Lossing, Benson J. A Centennial Edition of the History of the United States: From the Discovery of America, to the End of the First One Hundred Years of American Independence; With a Full Account of the approaching Centennial Celebration. Illustrated by Four Hundred Engravings. Hartford: Thomas Belknap, 1876. [10810]
Recently rebound in dark wine cloth, bright gilt titles, new end papers, 9 3/4 x 6 1/2 inches; binding is clean and tight. Steel-engraved frontispiece portrait of George Washington, extra color lithograph plate of Liberty seated, in one hand a sword and in the other the US Constitution, with flags, eagle, and shield. 745, lx, [1] generally clean pages, some short tears in a few margins; several of the small wood engraved portraits in the text have had their beards filled in with pencil. Many full-page steel engravings, hundreds of woodcut text illustrations. Good. Hardcover.
The pencil marks can be seen in the beard of the figure in the last illustration. There are not many of the full-page plates so marked, but there are quite a few of the text portraits with the added pencil shading.
"This work has been prepared with great care, for the purpose of supplying a want long felt by the reading public, and especially Heads of Families. Every important event in the history of the United States, from the Aboriginal period to the present time, is presented in a concise, but perspicuous and comprehensive manner...The materials have been drawn from the earlier, most elaborate, and most reliable historians and chroniclers of our continent." - Preface.
Benson John Lossing (1813-1891), b. Beekman, NY; Dover Plains, NY. Lossing was an accomplished wood engraver and journalist who traveled and corresponded widely in search of primary documents and historical accounts. It is said that he traveled 8,000 miles in the United States and in Canada in search of material for his Pictorial Field-Book of the Revolution, which was first published in parts in Harper's New Monthly Magazine. He produced the wood engravings for many of his books, and his descriptive bookThe Hudson: From the Wilderness to the Sea was featured in the London Art Journal. He also produced book illustrations for other authors, and collaborated with Mathew Brady, whose photographs were the basis for many of the illustrations in Lossing's three-volume history of the American Civil War.
Lossing was successful in presenting accurate, well-researched history in over forty books that were enjoyed by the average American reader. The fellow historian Washington Irving wrote to him in a letter, "I have been gratified at finding how scrupulously attentive you have been to accuracy to facts, which is so essential in writings of an historical nature."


Under this line is a listing; return exactly the lines starting at the one with "At what (x,y)" and running down to the one with "What do you", and leave out its pictures.

Stored data:
----------------
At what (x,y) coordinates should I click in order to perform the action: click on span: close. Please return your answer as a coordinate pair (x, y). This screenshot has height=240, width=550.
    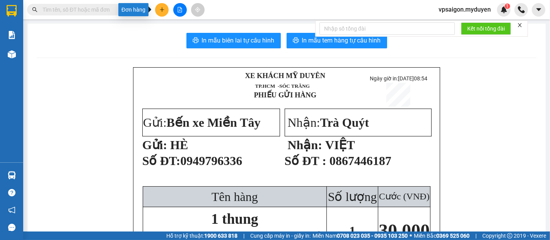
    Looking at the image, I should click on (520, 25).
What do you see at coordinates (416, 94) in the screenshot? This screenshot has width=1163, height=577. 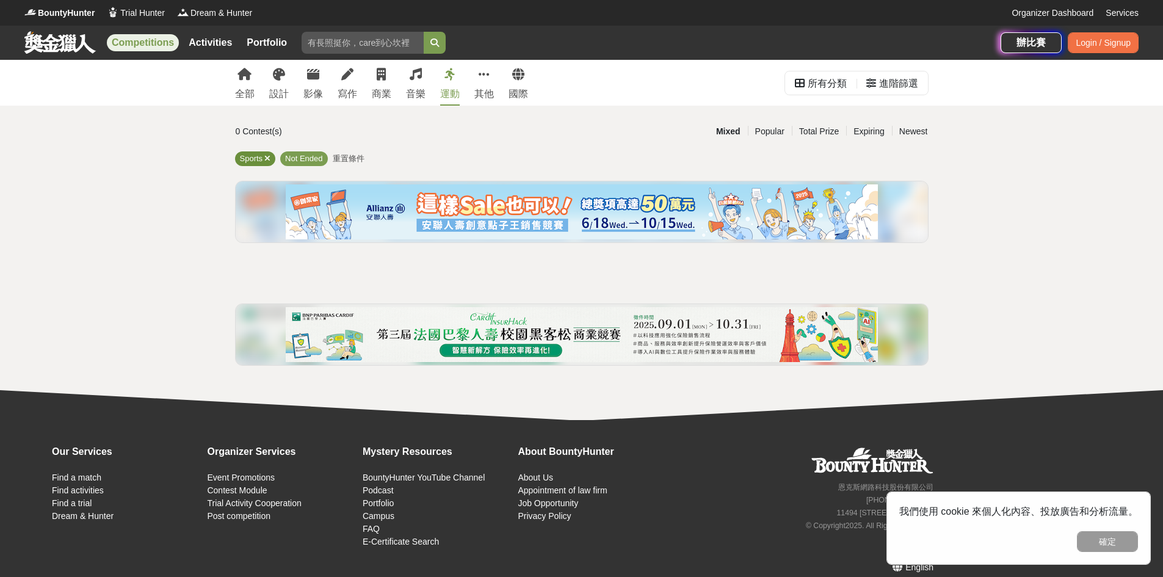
----------------
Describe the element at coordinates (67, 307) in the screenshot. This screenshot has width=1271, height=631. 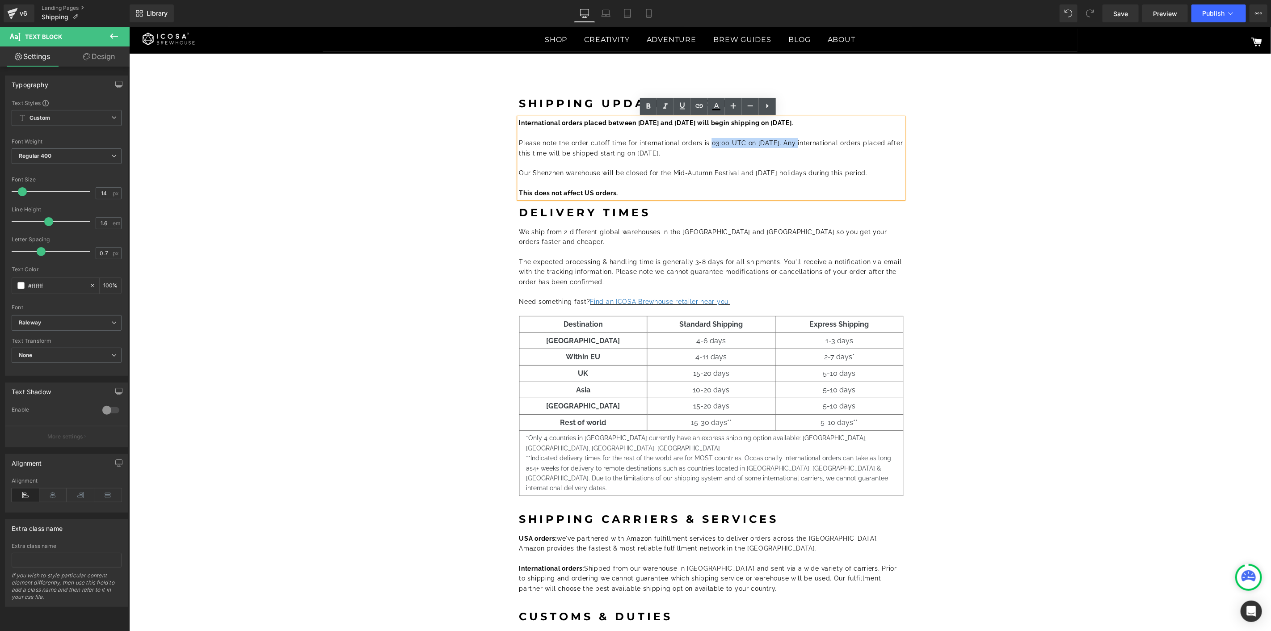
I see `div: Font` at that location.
----------------
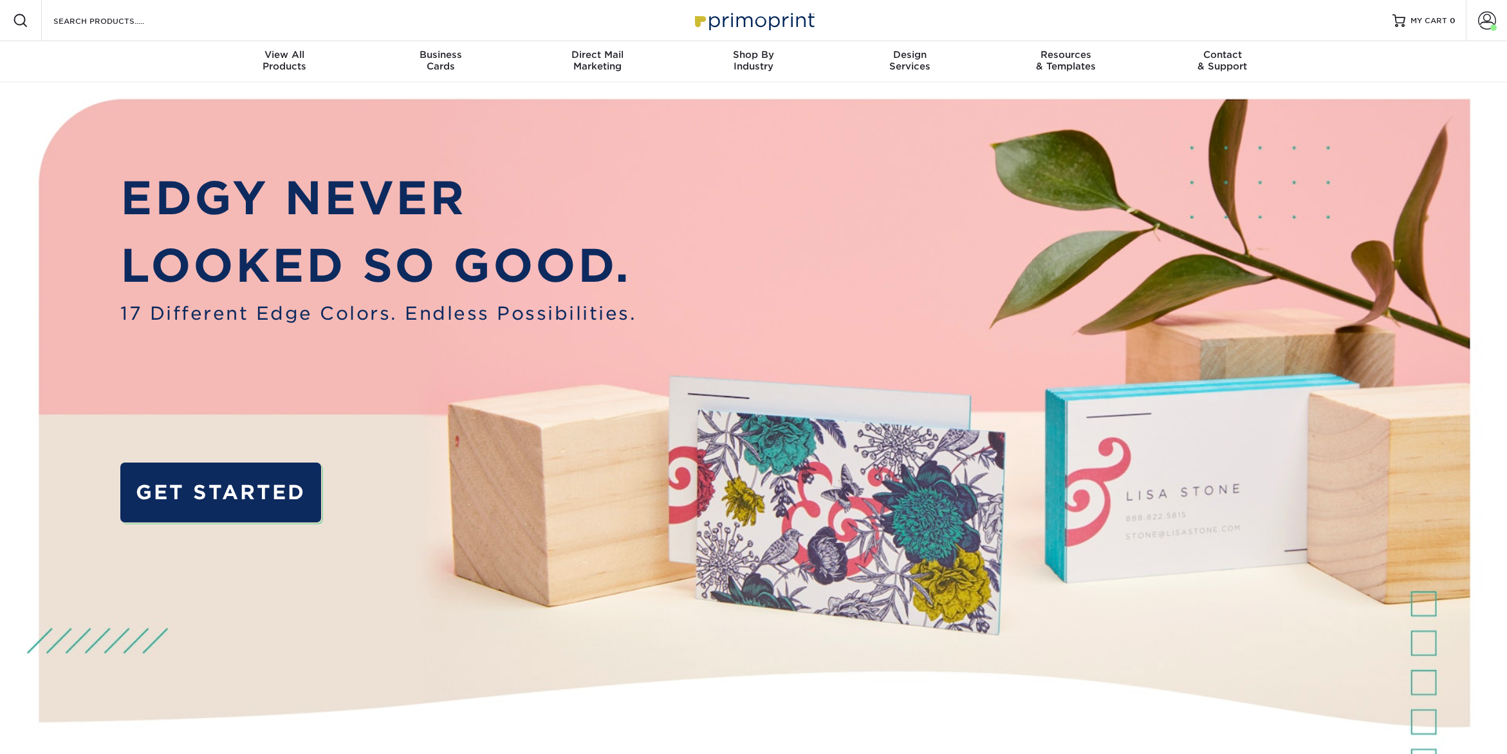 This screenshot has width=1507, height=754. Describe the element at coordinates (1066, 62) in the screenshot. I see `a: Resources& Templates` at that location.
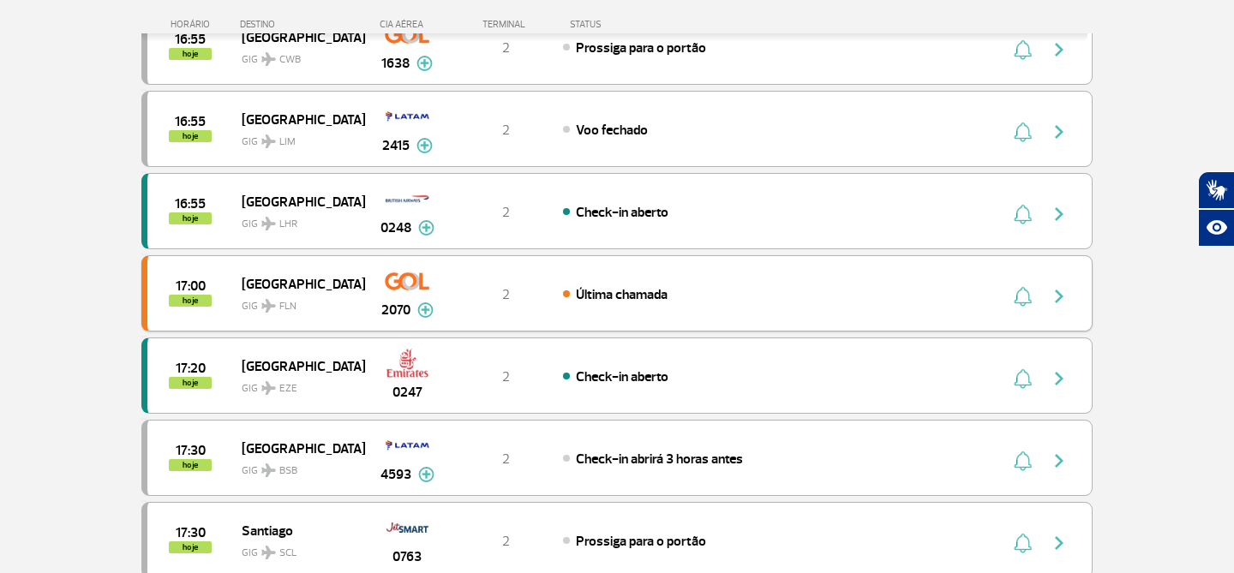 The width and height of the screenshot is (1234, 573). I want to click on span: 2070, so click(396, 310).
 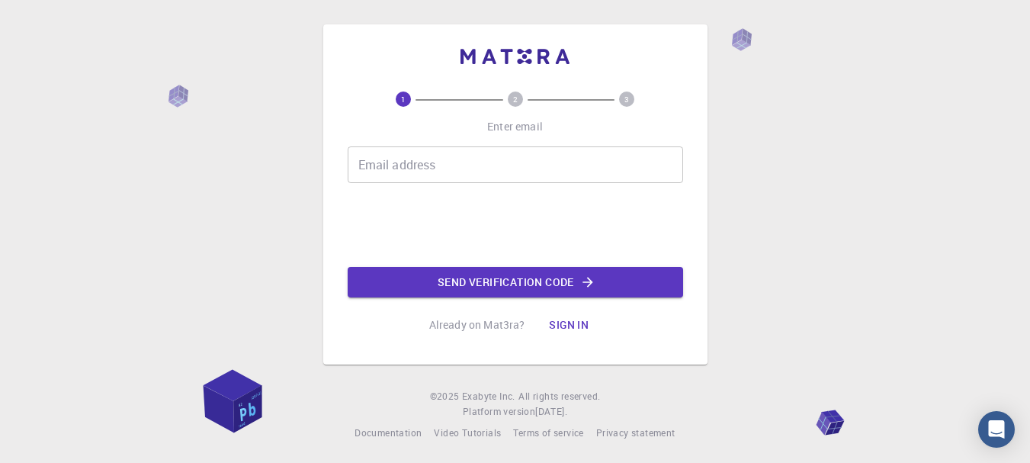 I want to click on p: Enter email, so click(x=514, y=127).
----------------
Written reply:
At what (x,y) coordinates should I click in order to perform the action: click on span: close. Please return your answer as a coordinate pair (x, y). This screenshot has height=240, width=550.
    Looking at the image, I should click on (520, 25).
What do you see at coordinates (416, 94) in the screenshot? This screenshot has width=1163, height=577. 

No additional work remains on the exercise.